Three reasons why so many entertainment businesses fail
The location based entertainment industry business seems to have one of the highest turnover rates in any industry. Especially over the last decade, thanks to this little thing called covid-19, location based entertainment has always been a quick turnover business. But, we’ve heard enough about covid in the last 4 years so I’m going to exclude those reasons from this article.
You see it all the time, a group of friends gets together and announces that they’re going to open the cool new entertainment business in the city. They spend all this time developing the sickest logo, figuring out the way they can make their business look super cool, spend way too much time focusing on the little things that don’t really matter in the grand scheme of things, launch, are really successful for like 6-12 months, and then close their doors.
I have seen this happen in so many different cities with so many different types, whether it’s arcades, axe throwing, escape rooms, laser tag, mini putt, rage rooms, board game cafes, or whatever it is. You may have noticed in that list that all of those options are things that are fairly low barriers to entry. You can build it for less than $50,000, hell some of them even less than $10,000.
Long story short, these businesses fail so often because they have a low barrier of entry that an individual or a small group of friends can collect the funds to start up. These people are not business experts, they don’t know how to run a business, they just see something that looks cool, watch a couple inspirational youtube videos, and are excited to put #entrepreneur in their Instagram bio. They’re not focused on what it’s going to take for long term success, managing staff, providing proper policies and procedures, and doing accounting, they just want to do something cool because their current job is boring.
Contrary to popular belief, these businesses are actually businesses. When I started my arcade I had so many people that would come in and be like “woah that must be the dream job, you just sit around playing video games all day”, which yeah I did get to play more video games than an average job. But much like a mattress business owner doesn’t just lay in bed all day, I as an arcade owner actually had a business to run. Don’t get me wrong, the first few months of the business I definitely stuck around after hours to play games and hang out, I mean I built this I might as well enjoy the fruits of my labour. But after a few years I was barely playing any video games even as a hobby, instead I spent the whole time focusing on my business, growing, managing staff, boring paperwork, and building.
Now with that personal example I’m not trying to say that I’m better than anyone because I grinded and focused on my business. That’s just a realistic expectation of what’s required to run a business like this. It’s not just sitting around playing games all the time, like any other business, it actually requires work.
I have done consulting for countless groups where its 4-6 friends that want to open the next cool entertainment thing in their city. But they all have jobs, they all have families, and they all just want to do this for fun thinking it’s going to make them so much extra income on the side. You know how hard it is to make a decision when there’s 4-6 individuals that everything has to run by? 4-6 people who have different thoughts, opinions, and visions of what their commitment will be and what the end result of the business will be. It’s nearly impossible.
That’s the first big reason that so many of these businesses fail. It’s either an individual or a group of individuals who think because of the low barrier of entry that that means that it must be an easy business to run, they’re just going to sit around with their friends, have fun, and making a killing.
The second big reason is just building for the wrong demographic. I worked with a client who was in a very small rural town. Approximately 20,000 population, primarily farmers and old people. About a 30 minute drive away was a big city with 400,000 people and multiple entertainment businesses of every genre. Now when you think of rural old farmers in a small population town, the first thing that they hate is change. Know what the second thing they hate is? Technology. Know what this client was opening? A Virtual Reality Arcade.
I think that one speaks for itself. This was a complete mismatch of the demographic in the town to what the business was itself. But along the topic of the first point of easy barrier to entry, the owner thought he could just go spend a couple thousand dollars on cheap VR headsets and then suddenly they would have a business. Surprise, you just got yourself a full time job that doesn’t pay well because you can’t afford staff so you have to work non-stop.
The third reason is more focused on bigger cities. I have seen so many entertainment businesses pop up in downtown Toronto or Vancouver or some other major city and all of the sudden they’re out of business a year later. The thing with location based entertainment businesses is you need a lot of space. You know what’s really expensive in the downtowns of major cities? A lot of space. When running a location based entertainment centre you have to find the sweet spot to how much money you can make per square foot and how much you’re going to be charged per square foot. There are very few business models that can succeed in these high cost environments. What I have found to be successful is to be outside of the core, but still in a decent area, with good public transit and parking.
There’s so many more smaller reasons I could list, but those are the core 3. Inexperienced business owners that don’t want to run a business but just think it would be cool, easy, and has a low barrier of entry, opening the business without the customer demographic being there to support you, and biting off more than you can chew in rent costs.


* **Problem**: Go over the material below and report every line that contains the word "Eicosanoid".

━━ Source material

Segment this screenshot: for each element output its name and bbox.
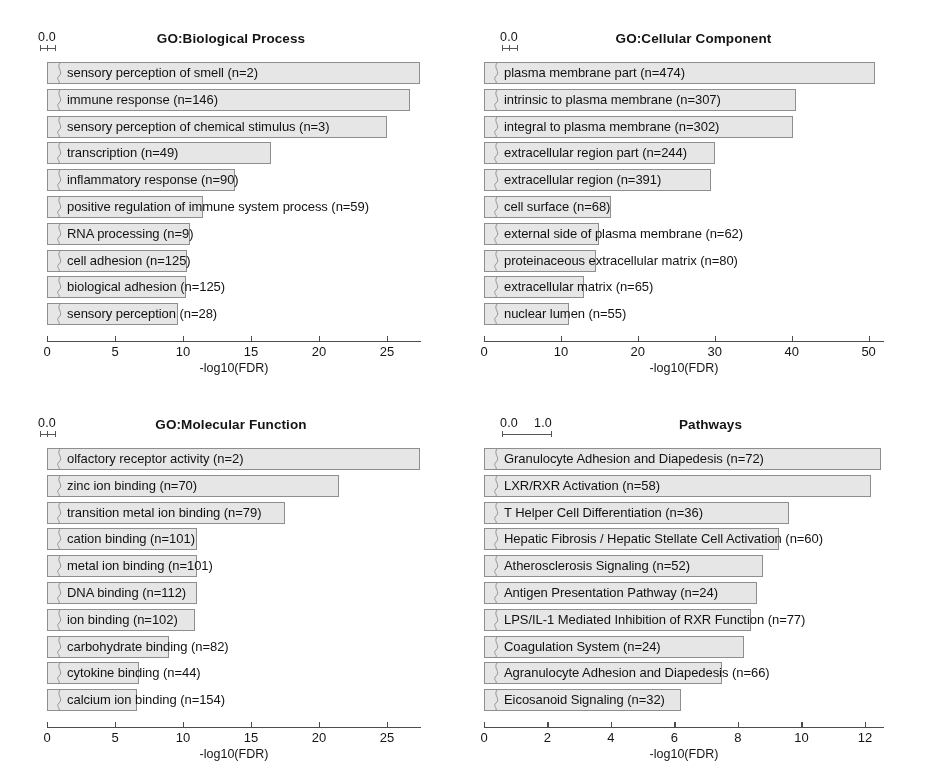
bar-row[interactable]: T Helper Cell Differentiation (n=36) bbox=[462, 500, 925, 527]
axis-tick-label: 0 bbox=[43, 344, 50, 359]
bar-row[interactable]: sensory perception of chemical stimulus … bbox=[0, 114, 462, 141]
bar-row[interactable]: carbohydrate binding (n=82) bbox=[0, 634, 462, 661]
figure-panel-grid: 0.0 GO:Biological Process sensory percep… bbox=[0, 0, 925, 772]
bar-row[interactable]: nuclear lumen (n=55) bbox=[462, 301, 925, 328]
bar-label: cell adhesion (n=125) bbox=[67, 250, 191, 272]
bar-row[interactable]: Agranulocyte Adhesion and Diapedesis (n=… bbox=[462, 660, 925, 687]
bar-label: transition metal ion binding (n=79) bbox=[67, 502, 261, 524]
bar-label: ion binding (n=102) bbox=[67, 609, 178, 631]
bar-row[interactable]: Coagulation System (n=24) bbox=[462, 634, 925, 661]
bar-row[interactable]: extracellular region part (n=244) bbox=[462, 140, 925, 167]
x-axis-title: -log10(FDR) bbox=[47, 747, 421, 761]
bar-row[interactable]: extracellular region (n=391) bbox=[462, 167, 925, 194]
bar-label: sensory perception (n=28) bbox=[67, 303, 217, 325]
axis-tick bbox=[183, 722, 184, 728]
axis-tick-label: 15 bbox=[244, 344, 258, 359]
bar-row[interactable]: transition metal ion binding (n=79) bbox=[0, 500, 462, 527]
bar-row[interactable]: metal ion binding (n=101) bbox=[0, 553, 462, 580]
bar-label: sensory perception of smell (n=2) bbox=[67, 62, 258, 84]
bar-row[interactable]: transcription (n=49) bbox=[0, 140, 462, 167]
bar-label: LXR/RXR Activation (n=58) bbox=[504, 475, 660, 497]
bar-label: integral to plasma membrane (n=302) bbox=[504, 116, 719, 138]
bar-row[interactable]: RNA processing (n=9) bbox=[0, 221, 462, 248]
bar-row[interactable]: ion binding (n=102) bbox=[0, 607, 462, 634]
axis-tick bbox=[638, 336, 639, 342]
axis-tick bbox=[484, 722, 485, 728]
bar-rows: plasma membrane part (n=474) intrinsic t… bbox=[462, 60, 925, 328]
bar-row[interactable]: cell adhesion (n=125) bbox=[0, 248, 462, 275]
bar-row[interactable]: cytokine binding (n=44) bbox=[0, 660, 462, 687]
bar-row[interactable]: cation binding (n=101) bbox=[0, 526, 462, 553]
bar-row[interactable]: plasma membrane part (n=474) bbox=[462, 60, 925, 87]
bar-label: positive regulation of immune system pro… bbox=[67, 196, 369, 218]
axis-tick-label: 25 bbox=[380, 730, 394, 745]
bar-label: T Helper Cell Differentiation (n=36) bbox=[504, 502, 703, 524]
panel-title: Pathways bbox=[462, 417, 925, 432]
bar-row[interactable]: biological adhesion (n=125) bbox=[0, 274, 462, 301]
axis-tick bbox=[561, 336, 562, 342]
bar-row[interactable]: sensory perception (n=28) bbox=[0, 301, 462, 328]
axis-tick-label: 30 bbox=[708, 344, 722, 359]
x-axis-title: -log10(FDR) bbox=[484, 747, 884, 761]
bar-label: extracellular region part (n=244) bbox=[504, 142, 687, 164]
bar-row[interactable]: olfactory receptor activity (n=2) bbox=[0, 446, 462, 473]
bar-label: olfactory receptor activity (n=2) bbox=[67, 448, 243, 470]
bar-row[interactable]: external side of plasma membrane (n=62) bbox=[462, 221, 925, 248]
axis-tick-label: 5 bbox=[111, 344, 118, 359]
bar-label: Eicosanoid Signaling (n=32) bbox=[504, 689, 665, 711]
axis-tick bbox=[547, 722, 548, 728]
bar-row[interactable]: Antigen Presentation Pathway (n=24) bbox=[462, 580, 925, 607]
bar-row[interactable]: calcium ion binding (n=154) bbox=[0, 687, 462, 714]
panel-go-molecular-function: 0.0 GO:Molecular Function olfactory rece… bbox=[0, 386, 462, 772]
axis-tick-label: 2 bbox=[544, 730, 551, 745]
axis-tick-label: 10 bbox=[554, 344, 568, 359]
axis-tick-label: 10 bbox=[176, 344, 190, 359]
bar-row[interactable]: LPS/IL-1 Mediated Inhibition of RXR Func… bbox=[462, 607, 925, 634]
bar-row[interactable]: DNA binding (n=112) bbox=[0, 580, 462, 607]
axis-tick bbox=[611, 722, 612, 728]
axis-tick bbox=[674, 722, 675, 728]
bar-row[interactable]: Atherosclerosis Signaling (n=52) bbox=[462, 553, 925, 580]
bar-label: Antigen Presentation Pathway (n=24) bbox=[504, 582, 718, 604]
bar-label: intrinsic to plasma membrane (n=307) bbox=[504, 89, 721, 111]
bar-row[interactable]: integral to plasma membrane (n=302) bbox=[462, 114, 925, 141]
axis-tick-label: 0 bbox=[480, 344, 487, 359]
bar-row[interactable]: inflammatory response (n=90) bbox=[0, 167, 462, 194]
axis-tick-label: 15 bbox=[244, 730, 258, 745]
axis-tick-label: 25 bbox=[380, 344, 394, 359]
axis-tick-label: 12 bbox=[858, 730, 872, 745]
bar-row[interactable]: proteinaceous extracellular matrix (n=80… bbox=[462, 248, 925, 275]
bar-label: zinc ion binding (n=70) bbox=[67, 475, 197, 497]
bar-row[interactable]: positive regulation of immune system pro… bbox=[0, 194, 462, 221]
bar-row[interactable]: cell surface (n=68) bbox=[462, 194, 925, 221]
axis-tick bbox=[319, 722, 320, 728]
bar-row[interactable]: immune response (n=146) bbox=[0, 87, 462, 114]
bar-row[interactable]: Eicosanoid Signaling (n=32) bbox=[462, 687, 925, 714]
bar-row[interactable]: Hepatic Fibrosis / Hepatic Stellate Cell… bbox=[462, 526, 925, 553]
panel-title: GO:Molecular Function bbox=[0, 417, 462, 432]
axis-tick bbox=[387, 336, 388, 342]
bar-row[interactable]: sensory perception of smell (n=2) bbox=[0, 60, 462, 87]
bar-label: Atherosclerosis Signaling (n=52) bbox=[504, 555, 690, 577]
axis-tick-label: 5 bbox=[111, 730, 118, 745]
axis-tick-label: 0 bbox=[480, 730, 487, 745]
axis-tick bbox=[319, 336, 320, 342]
bar-row[interactable]: zinc ion binding (n=70) bbox=[0, 473, 462, 500]
axis-tick bbox=[865, 722, 866, 728]
bar-rows: sensory perception of smell (n=2) immune… bbox=[0, 60, 462, 328]
x-axis-title: -log10(FDR) bbox=[484, 361, 884, 375]
bar-row[interactable]: Granulocyte Adhesion and Diapedesis (n=7… bbox=[462, 446, 925, 473]
bar-label: Coagulation System (n=24) bbox=[504, 636, 661, 658]
x-axis-title: -log10(FDR) bbox=[47, 361, 421, 375]
bar-row[interactable]: extracellular matrix (n=65) bbox=[462, 274, 925, 301]
panel-pathways: 0.01.0 Pathways Granulocyte Adhesion and… bbox=[462, 386, 925, 772]
panel-go-biological-process: 0.0 GO:Biological Process sensory percep… bbox=[0, 0, 462, 386]
axis-tick-label: 50 bbox=[861, 344, 875, 359]
bar-label: Granulocyte Adhesion and Diapedesis (n=7… bbox=[504, 448, 764, 470]
bar-label: metal ion binding (n=101) bbox=[67, 555, 213, 577]
axis-tick-label: 40 bbox=[784, 344, 798, 359]
bar-label: RNA processing (n=9) bbox=[67, 223, 194, 245]
axis-tick bbox=[47, 336, 48, 342]
bar-row[interactable]: LXR/RXR Activation (n=58) bbox=[462, 473, 925, 500]
bar-row[interactable]: intrinsic to plasma membrane (n=307) bbox=[462, 87, 925, 114]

━━━━

* **Result of this task**:
bar-label: Eicosanoid Signaling (n=32) bbox=[504, 689, 665, 711]
bar-row[interactable]: Eicosanoid Signaling (n=32) bbox=[462, 687, 925, 714]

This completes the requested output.